In this nationwide Norwegian registry of patients with primary ACL injury initially managed non-operatively, nearly two-thirds remained non-operative at two years. Younger age, preinjury participation in pivoting sports, and baseline meniscal injury raised the probability of undergoing delayed ACL reconstruction. Patient-reported outcomes at 2 years were similar between those who remained non-operative and those who had delayed reconstruction, with moderate impairment persisting in sport and quality-of-life domains. These findings support a rehabilitation‑first, individualized care pathway for many patients while underscoring the importance of shared decision-making for higher-risk subgroups.

Suggested practical checklist for clinicians

1) Assess patient goals: sport level, pivoting activities, occupational demands.

2) Offer structured, supervised, criterion-based rehabilitation as first-line for most patients.

3) Document baseline meniscal status; counsel patients with meniscal tears about increased conversion risk.

4) Reassess with objective functional testing and patient-reported measures at set intervals (e.g., 3, 6, 12 months).

5) Consider ACLR if persistent instability, recurrent giving-way, failure to return to desired level of sport, or mechanical symptoms attributable to meniscal pathology.

Funding and trial registration

The source manuscript is a registry-based study from the Norwegian Knee Ligament Register (Kooy CEVW et al., Br J Sports Med. 2025).
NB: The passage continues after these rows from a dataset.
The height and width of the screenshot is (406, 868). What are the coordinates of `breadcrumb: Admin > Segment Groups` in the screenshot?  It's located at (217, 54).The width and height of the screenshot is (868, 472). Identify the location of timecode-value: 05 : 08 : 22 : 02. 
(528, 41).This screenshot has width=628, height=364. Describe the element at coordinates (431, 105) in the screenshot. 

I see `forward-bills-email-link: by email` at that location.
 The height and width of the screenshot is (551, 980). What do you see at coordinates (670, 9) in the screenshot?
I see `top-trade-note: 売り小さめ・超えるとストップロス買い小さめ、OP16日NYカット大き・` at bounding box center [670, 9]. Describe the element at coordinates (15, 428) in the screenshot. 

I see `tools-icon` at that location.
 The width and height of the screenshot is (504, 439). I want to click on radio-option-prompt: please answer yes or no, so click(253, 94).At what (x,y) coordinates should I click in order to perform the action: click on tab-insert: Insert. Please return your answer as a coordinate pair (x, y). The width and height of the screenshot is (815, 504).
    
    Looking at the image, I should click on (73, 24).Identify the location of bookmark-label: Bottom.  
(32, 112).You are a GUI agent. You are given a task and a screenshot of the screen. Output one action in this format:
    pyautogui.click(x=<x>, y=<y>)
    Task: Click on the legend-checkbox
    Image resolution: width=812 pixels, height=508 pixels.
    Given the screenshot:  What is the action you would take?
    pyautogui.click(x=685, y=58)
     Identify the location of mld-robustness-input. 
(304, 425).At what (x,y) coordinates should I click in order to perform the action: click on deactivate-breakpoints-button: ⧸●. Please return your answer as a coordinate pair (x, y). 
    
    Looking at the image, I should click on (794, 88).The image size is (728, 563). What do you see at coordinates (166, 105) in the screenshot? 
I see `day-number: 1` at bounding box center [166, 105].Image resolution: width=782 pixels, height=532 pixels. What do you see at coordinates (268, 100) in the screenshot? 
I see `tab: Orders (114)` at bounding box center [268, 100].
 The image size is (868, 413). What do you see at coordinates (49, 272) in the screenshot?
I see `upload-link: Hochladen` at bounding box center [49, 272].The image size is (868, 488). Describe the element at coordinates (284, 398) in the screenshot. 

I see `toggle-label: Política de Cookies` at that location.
Funding and trial registration details were not specified within the abstract-level information provided here; readers should consult the full publication for detailed disclosures.

References

1. Kooy CEVW, Jakobsen RB, Fenstad AM, Persson A, Engebretsen L, Moksnes H, Ekås GR. Non-operative treatment of anterior cruciate ligament injuries: two-thirds avoid surgery at 2-year follow-up in a nationwide cohort. Br J Sports Med. 2025 Oct 15: bjsports-2025-109890. doi:10.1136/bjsports-2025-109890 IF: 16.2 Q1 . Epub ahead of print. PMID: 41093364 IF: 16.2 Q1 .

2. Frobell RB, Roos HP, Roos EM, Ranstam J, Lohmander LS. A randomized trial of treatment for acute anterior cruciate ligament tears. N Engl J Med. 2010;363(4):331–342. doi:10.1056/NEJMoa0907797 IF: 78.5 Q1 .

3. Ardern CL, Taylor NF, Feller JA, Webster KE. Return to sport following anterior cruciate ligament reconstruction surgery: a systematic review and meta-analysis of the state of play. Br J Sports Med. 2011;45(7):596–606. doi:10.1136/bjsm.2009.060972 .

Comments

No comments yet. Why don’t you start the discussion?